Now, if I had a 64Ghz SB, it would benefit me in many, many more situations (but still there are bottlenecks everywhere else), but it wouldn't a 1:1 improvement based on clock speed because the rest of my system would still be the same.
 
These are probably focused on HPC applications.

Yep, and whatever that can support many threads, correction, benefit from many threads.

For those that don't know, the predecessor is Knights Ferry aka the original Larrabee project chip. Knights Corner takes out the unnecessary graphics portion like the texture units and repurposes it for compute.

They seemed to have changed the form factor from Video card format/PCI Express to CPU format/QuickPath Interconnect.
 
They seemed to have changed the form factor from Video card format/PCI Express to CPU format/QuickPath Interconnect.

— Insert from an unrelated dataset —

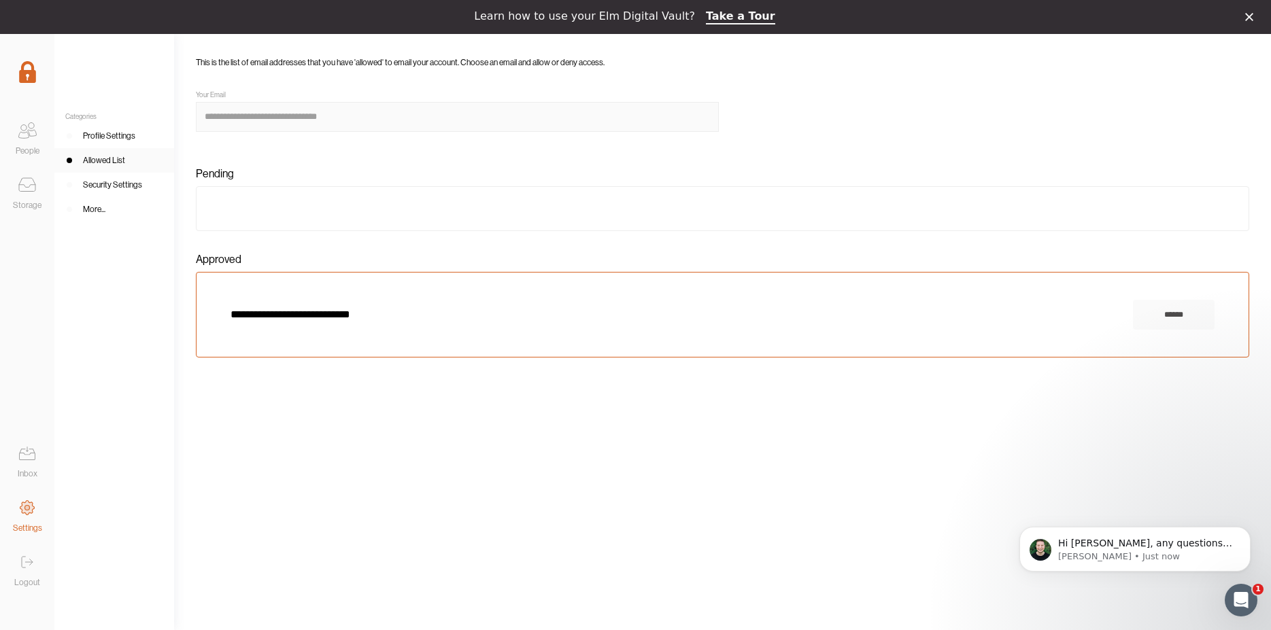 This screenshot has height=630, width=1271. I want to click on div: Allowed List, so click(104, 160).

Of course they changed since they fell flat on their faces. This newer KC looks to be good for HPC stuff and but not the typical desktop user.
 
They seemed to have changed the form factor from Video card format/PCI Express to CPU format/QuickPath Interconnect

That seems like a good idea on their part. Also seperates their products from Nvidia products (Tesla). It will be nice to have a dual socket 2011 with a IB Xeon in one and a KC in the other. 🙂

Anyone specualte on the price? Similar to Tesla (1500-2500) range?
 
is this the sort of technology we can expect on desktops after Ivy Bridge ??
(serious question)

There is speculation of sorts along the lines of thinking that Haswell or the next architecture (the tock after 14nm Rockwell's tick) will be some manner of a heterogenous architecture with a bevy of these little cores present to handle the exceedingly well-threaded applications (like VM and so on).